Psychiatrists, scientists, and scholars in general are encouraged and trained to practice and educate outside of politics. This arrangement holds only insofar as the political class is enlightened and knows to reach out for consultation from independent scholarly sources when appropriate. Problems arise when the political class is too uneducated to seek consultation, uses pseudoscientists for ulterior ends, or shuns all science and facts to ensure the profit of special interests. Under the latter circumstances, politicians themselves can become dangerous, and scientists who remain in the sidelines become irrelevant at best and complicit at worst.
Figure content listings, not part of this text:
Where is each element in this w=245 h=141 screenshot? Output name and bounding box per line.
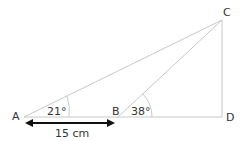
point-label-D: D — [226, 112, 234, 123]
line-AC — [24, 20, 222, 117]
angle-arc-A — [67, 96, 69, 117]
point-label-B: B — [112, 106, 120, 117]
line-BC — [118, 20, 222, 117]
angle-label-A: 21° — [47, 106, 67, 117]
angle-label-B: 38° — [131, 106, 151, 117]
point-label-C: C — [223, 7, 231, 18]
triangle-diagram — [0, 0, 245, 141]
point-label-A: A — [12, 111, 20, 122]
length-arrow — [25, 119, 115, 127]
length-label: 15 cm — [55, 128, 89, 139]
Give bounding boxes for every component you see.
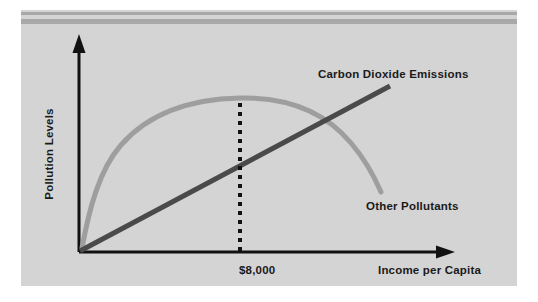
series-co2-line [80, 86, 390, 251]
y-axis-label: Pollution Levels [43, 104, 55, 204]
plot-area: Pollution Levels Income per Capita $8,00… [21, 10, 517, 286]
figure-root: Pollution Levels Income per Capita $8,00… [0, 0, 538, 302]
x-axis-tick-label-8000: $8,000 [239, 264, 275, 276]
chart-panel: Pollution Levels Income per Capita $8,00… [21, 10, 517, 286]
series-label-co2: Carbon Dioxide Emissions [318, 68, 469, 80]
x-axis-label: Income per Capita [378, 264, 481, 276]
chart-graphics [21, 10, 517, 286]
x-axis-arrowhead [436, 246, 455, 259]
y-axis-arrowhead [73, 34, 86, 53]
series-label-other-pollutants: Other Pollutants [366, 200, 459, 212]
Barry Goldwater is said to have been a great statesman, but would he have remained one, had he been elected president in 1964? It is not inconceivable that psychiatrists who spoke up in his era were responding to ominous signs, such as his support for the Klu Klux Klan and his statements such as, “extremism in the defense of liberty is no vice!” The extreme umbrage he took at these psychiatrists, enough to sue Fact magazine into bankruptcy, actually gives away his limitations and possibility that he could have deteriorated, had he been granted greater power. Indeed, he may have remained a great statesman precisely because he was denied the chance to be president.
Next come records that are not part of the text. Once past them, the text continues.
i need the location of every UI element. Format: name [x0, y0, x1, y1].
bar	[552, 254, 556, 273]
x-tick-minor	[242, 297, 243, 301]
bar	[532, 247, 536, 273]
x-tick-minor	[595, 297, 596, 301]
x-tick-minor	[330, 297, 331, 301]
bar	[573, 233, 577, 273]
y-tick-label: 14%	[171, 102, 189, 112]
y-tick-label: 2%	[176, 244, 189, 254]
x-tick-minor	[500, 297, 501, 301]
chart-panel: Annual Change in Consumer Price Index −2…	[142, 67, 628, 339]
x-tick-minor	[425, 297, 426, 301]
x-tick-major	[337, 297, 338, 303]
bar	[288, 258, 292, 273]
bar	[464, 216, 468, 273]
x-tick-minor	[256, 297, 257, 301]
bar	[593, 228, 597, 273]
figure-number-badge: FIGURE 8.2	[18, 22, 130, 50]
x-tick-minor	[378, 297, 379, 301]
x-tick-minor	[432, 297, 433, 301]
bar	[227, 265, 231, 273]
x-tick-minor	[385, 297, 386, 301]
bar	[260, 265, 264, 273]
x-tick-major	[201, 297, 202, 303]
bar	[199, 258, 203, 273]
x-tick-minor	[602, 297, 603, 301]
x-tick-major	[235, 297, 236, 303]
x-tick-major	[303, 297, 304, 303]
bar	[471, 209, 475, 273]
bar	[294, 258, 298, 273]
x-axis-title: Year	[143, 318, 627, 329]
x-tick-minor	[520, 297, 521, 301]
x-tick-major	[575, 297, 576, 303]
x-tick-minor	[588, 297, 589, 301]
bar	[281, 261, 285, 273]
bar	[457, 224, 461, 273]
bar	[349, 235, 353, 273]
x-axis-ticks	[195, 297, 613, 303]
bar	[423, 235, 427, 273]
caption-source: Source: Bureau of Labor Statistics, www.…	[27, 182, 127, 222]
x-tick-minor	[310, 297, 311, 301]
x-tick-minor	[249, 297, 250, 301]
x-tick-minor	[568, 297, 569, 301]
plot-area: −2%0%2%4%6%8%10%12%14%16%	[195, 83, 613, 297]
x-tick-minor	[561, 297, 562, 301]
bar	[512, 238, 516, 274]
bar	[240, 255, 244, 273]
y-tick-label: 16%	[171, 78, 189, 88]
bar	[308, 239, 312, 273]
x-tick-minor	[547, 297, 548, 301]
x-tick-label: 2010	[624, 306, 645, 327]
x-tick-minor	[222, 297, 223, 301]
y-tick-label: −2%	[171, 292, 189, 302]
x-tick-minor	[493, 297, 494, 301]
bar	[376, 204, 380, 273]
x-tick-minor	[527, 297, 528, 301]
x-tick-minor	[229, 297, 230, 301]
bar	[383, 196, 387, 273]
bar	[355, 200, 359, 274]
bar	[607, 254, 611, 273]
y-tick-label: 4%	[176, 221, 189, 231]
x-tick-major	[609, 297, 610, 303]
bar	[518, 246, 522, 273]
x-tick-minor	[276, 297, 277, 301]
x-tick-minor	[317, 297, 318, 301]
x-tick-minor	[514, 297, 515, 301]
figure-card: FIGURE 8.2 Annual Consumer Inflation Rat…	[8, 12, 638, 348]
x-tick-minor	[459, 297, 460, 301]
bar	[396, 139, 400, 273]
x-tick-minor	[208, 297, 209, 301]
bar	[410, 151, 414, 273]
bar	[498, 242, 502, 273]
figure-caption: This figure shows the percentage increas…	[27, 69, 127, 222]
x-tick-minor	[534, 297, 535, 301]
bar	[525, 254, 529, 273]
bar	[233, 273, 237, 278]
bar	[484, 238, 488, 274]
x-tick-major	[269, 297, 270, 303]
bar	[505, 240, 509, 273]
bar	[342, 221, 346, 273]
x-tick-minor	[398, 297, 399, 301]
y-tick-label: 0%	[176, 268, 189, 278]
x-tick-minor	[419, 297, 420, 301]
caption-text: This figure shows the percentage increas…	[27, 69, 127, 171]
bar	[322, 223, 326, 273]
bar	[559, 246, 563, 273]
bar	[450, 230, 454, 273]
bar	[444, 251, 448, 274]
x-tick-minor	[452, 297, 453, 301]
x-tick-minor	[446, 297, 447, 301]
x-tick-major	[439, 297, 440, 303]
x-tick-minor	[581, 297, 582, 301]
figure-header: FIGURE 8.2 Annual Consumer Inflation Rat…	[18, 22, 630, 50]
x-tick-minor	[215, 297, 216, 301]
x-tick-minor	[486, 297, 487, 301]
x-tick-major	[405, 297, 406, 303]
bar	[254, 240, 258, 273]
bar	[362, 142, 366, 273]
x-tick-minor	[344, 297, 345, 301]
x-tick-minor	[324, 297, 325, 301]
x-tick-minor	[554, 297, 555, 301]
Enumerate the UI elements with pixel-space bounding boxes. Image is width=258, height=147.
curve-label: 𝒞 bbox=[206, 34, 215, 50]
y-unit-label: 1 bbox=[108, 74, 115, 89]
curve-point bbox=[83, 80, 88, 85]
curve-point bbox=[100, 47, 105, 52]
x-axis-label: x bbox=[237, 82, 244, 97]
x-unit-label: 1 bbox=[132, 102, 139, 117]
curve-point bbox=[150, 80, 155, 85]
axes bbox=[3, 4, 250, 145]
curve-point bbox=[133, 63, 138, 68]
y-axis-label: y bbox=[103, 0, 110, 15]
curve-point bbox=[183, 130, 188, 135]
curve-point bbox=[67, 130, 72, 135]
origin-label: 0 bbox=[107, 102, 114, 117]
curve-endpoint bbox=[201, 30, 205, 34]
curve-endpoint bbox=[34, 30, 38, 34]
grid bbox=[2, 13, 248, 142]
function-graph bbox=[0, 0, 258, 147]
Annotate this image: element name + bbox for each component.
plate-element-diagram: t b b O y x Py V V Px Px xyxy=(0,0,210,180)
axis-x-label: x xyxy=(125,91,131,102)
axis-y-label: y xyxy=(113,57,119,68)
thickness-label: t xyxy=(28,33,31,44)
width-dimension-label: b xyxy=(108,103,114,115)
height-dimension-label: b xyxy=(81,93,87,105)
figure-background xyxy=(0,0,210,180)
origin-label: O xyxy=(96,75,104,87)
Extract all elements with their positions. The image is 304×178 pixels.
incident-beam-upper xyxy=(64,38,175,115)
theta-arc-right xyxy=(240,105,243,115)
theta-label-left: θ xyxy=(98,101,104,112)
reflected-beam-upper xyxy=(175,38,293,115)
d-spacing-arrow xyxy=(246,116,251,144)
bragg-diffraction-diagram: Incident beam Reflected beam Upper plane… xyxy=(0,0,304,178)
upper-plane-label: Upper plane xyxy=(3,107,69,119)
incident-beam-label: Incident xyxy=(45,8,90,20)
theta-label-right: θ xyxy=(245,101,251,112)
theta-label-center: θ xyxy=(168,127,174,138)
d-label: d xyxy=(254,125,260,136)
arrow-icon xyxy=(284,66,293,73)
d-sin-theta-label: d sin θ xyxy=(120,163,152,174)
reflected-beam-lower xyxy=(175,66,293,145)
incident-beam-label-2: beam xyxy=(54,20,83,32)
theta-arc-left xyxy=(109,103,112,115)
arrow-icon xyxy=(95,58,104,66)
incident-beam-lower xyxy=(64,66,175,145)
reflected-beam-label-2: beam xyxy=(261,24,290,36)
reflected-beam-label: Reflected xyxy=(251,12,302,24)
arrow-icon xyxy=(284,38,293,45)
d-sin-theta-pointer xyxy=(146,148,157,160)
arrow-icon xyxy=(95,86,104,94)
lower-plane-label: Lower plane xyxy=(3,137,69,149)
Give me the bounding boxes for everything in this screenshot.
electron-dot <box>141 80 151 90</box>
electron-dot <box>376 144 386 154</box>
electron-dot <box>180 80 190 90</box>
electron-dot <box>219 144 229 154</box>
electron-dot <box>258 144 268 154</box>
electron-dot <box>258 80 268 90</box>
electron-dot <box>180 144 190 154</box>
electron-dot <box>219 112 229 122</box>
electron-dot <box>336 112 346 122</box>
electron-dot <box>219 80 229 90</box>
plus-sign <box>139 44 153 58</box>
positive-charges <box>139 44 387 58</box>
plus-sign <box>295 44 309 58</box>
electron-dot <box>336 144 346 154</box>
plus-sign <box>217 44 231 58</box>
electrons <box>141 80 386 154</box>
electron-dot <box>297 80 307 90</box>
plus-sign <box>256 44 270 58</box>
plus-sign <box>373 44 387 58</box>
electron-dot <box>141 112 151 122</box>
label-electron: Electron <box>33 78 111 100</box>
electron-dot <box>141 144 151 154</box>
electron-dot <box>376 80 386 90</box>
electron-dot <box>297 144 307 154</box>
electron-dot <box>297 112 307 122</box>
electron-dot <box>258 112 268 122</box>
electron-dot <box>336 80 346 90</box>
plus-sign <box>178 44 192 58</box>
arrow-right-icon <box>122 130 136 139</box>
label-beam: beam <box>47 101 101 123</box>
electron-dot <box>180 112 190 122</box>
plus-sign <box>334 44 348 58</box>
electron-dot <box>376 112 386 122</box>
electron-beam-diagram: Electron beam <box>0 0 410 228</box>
The American Psychiatric Association (APA), by responding to the apoplectic outrage of a powerful political figure, became an outlier of all medical and mental health associations when, in 1973, it added a totally superfluous “Goldwater rule”—superfluous because it simply restates for public figures what applies to everyone: that psychiatrists are not to diagnose a person without a proper examination and not to publicize the diagnosis without consent.